Friday 20 November 2009

Service Packs and Updates keeping us in bacon

To apply, or not to apply.

Until this week, I have been advocating customers to apply any and all Microsoft updates that are available.

I was surprised (but not shocked), that a routine SP1 on Vista Home Basic went up the creek.

I was also surprised that more of a fuss had not been made of it at the time (mid 2008). Judging by the number of similar reports, it was obviously a widespread problem.

In summary, if SP1 was applied whilst the antivirus was not disabled, the file $TxfLog was corrupted and Windows simply got into a reboot loop.

Booting to Linux (Ubuntu 9.04 did it for me), mounting the drive using the third generation ntfs-3g allowed me to delete the file.  Bingo.  Fixed.

(Most posts point back to http://www.delmartian.com/workaround-for-stop-0x0000c1f5-0xc1f5-c1f5-bsod-clfssys-kb946084.html so kudos there.)

Problem solved? You'd think.

Up till then I didn't know which update had been the cause, so I ran SP1.
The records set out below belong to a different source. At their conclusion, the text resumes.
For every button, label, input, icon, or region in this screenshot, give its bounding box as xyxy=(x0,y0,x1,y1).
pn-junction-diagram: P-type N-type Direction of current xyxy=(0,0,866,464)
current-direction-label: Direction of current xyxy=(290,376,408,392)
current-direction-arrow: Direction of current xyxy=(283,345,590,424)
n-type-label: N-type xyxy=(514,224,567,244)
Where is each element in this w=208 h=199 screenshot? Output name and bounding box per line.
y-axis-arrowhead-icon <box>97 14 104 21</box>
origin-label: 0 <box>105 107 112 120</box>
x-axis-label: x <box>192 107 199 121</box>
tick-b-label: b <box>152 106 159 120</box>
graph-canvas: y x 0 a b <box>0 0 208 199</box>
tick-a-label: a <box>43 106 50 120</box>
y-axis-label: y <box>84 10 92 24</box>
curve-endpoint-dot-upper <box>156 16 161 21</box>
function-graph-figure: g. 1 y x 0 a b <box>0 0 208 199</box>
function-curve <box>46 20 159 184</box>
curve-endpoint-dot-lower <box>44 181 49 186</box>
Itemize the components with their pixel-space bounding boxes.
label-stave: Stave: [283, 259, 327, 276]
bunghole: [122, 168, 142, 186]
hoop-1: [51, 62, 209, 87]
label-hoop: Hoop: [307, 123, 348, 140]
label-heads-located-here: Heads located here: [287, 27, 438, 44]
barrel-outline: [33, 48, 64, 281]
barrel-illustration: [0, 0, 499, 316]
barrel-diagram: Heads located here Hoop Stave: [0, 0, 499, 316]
This time I came up with another unusable Vista system, telling me usefully:
!! 0xc0000034 !! 250/53007 (_0000000000000000.cdf-ms)

Fortunately, this too was fairly simply resolved using a Vista Recovery Disc and going back to the last Restore Point, summarised well here: http://ezinearticles.com/?Error:-0xc0000034-While-Installing-Windows-Vista-SP1-Or-SP2&id=2580302


OOPS, spoke too soon, restore shows the point that I wanted (immediately prior to SP1), but never completes.
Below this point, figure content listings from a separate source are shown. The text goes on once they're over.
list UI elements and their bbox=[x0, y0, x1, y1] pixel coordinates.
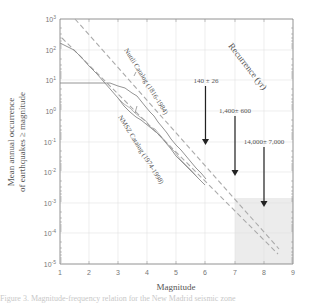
svg-text:102: 102 bbox=[45, 45, 56, 54]
x-tick-labels: 1 2 3 4 5 6 7 8 9 bbox=[58, 269, 295, 276]
nmsz-label: NMSZ Catalog (1974-1998) bbox=[116, 114, 165, 186]
svg-text:5: 5 bbox=[174, 269, 178, 276]
svg-text:3: 3 bbox=[116, 269, 120, 276]
arrow-label-140: 140 ± 26 bbox=[194, 77, 219, 85]
y-tick-labels: 103 102 101 100 10-1 10-2 10-3 10-4 10-5 bbox=[44, 14, 56, 268]
magnitude-frequency-chart: 103 102 101 100 10-1 10-2 10-3 10-4 10-5… bbox=[0, 0, 311, 295]
svg-text:7: 7 bbox=[233, 269, 237, 276]
svg-text:9: 9 bbox=[291, 269, 295, 276]
svg-text:Mean annual occurrence: Mean annual occurrence bbox=[6, 98, 16, 186]
x-axis-title: Magnitude bbox=[157, 282, 196, 292]
svg-text:1: 1 bbox=[58, 269, 62, 276]
svg-text:100: 100 bbox=[45, 106, 56, 115]
arrow-label-1400: 1,400± 600 bbox=[219, 107, 251, 115]
leader-lines bbox=[134, 72, 137, 113]
figure-caption: Figure 3. Magnitude-frequency relation f… bbox=[0, 294, 311, 305]
svg-text:4: 4 bbox=[145, 269, 149, 276]
svg-text:10-5: 10-5 bbox=[44, 259, 56, 268]
svg-text:10-1: 10-1 bbox=[44, 137, 56, 146]
svg-text:10-2: 10-2 bbox=[44, 167, 56, 176]
svg-text:101: 101 bbox=[45, 75, 56, 84]
svg-text:2: 2 bbox=[87, 269, 91, 276]
recurrence-title: Recurrence (yr) bbox=[226, 41, 269, 92]
svg-text:10-3: 10-3 bbox=[44, 198, 56, 207]
svg-text:10-4: 10-4 bbox=[44, 228, 56, 237]
y-axis-title: Mean annual occurrence of earthquakes ≥ … bbox=[6, 92, 27, 192]
arrow-label-14000: 14,000± 7,000 bbox=[244, 138, 285, 146]
nuttli-label: Nuttli Catalog (1816-1984) bbox=[122, 47, 170, 117]
svg-text:of earthquakes ≥ magnitude: of earthquakes ≥ magnitude bbox=[17, 92, 27, 192]
svg-text:8: 8 bbox=[262, 269, 266, 276]
svg-text:103: 103 bbox=[45, 14, 56, 23]
arrow-down-icon bbox=[232, 170, 239, 176]
svg-text:6: 6 bbox=[203, 269, 207, 276]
I ended up backing up (via F11 and saving to a USB disk) and reinstalling ("recovering").






A few things occur to me.

1 How did we fix these sorts of things before we could search (and find) the exact error message, and find multiple hits and usually a solution, or at least a hint which direction to go, thus saving hours of trial and error in getting it fixed.


2 Does Microsoft specifically say that we need to disable antimalware when applying major (or even minor) patches? They probably do somewhere in the never-read "I agree" screens...


3 A new refreshed OS is a good idea occasionally, but only when I choose it, and not on a customer's beloved tweaked and data-laden dust-collector.



4 Restore points are REALLY useful, and we should use them more routinely. (Perhaps we are guilty of jumping to conclusions that fixes should be harder than that, whereas we should be covering off the simplest, built-in methods first).


5 In Vista there are a lot more built-in options to try and fix things at boot time, but the terminology is obtuse and each of the methods seems to confuse the matter further!



For a good run down of the Vista recovery process, see http://neosmart.net/blog/2008/windows-vista-recovery-disc-download/


And lastly, a knowledge of Linux is absolutely essentials these days to fix Windows!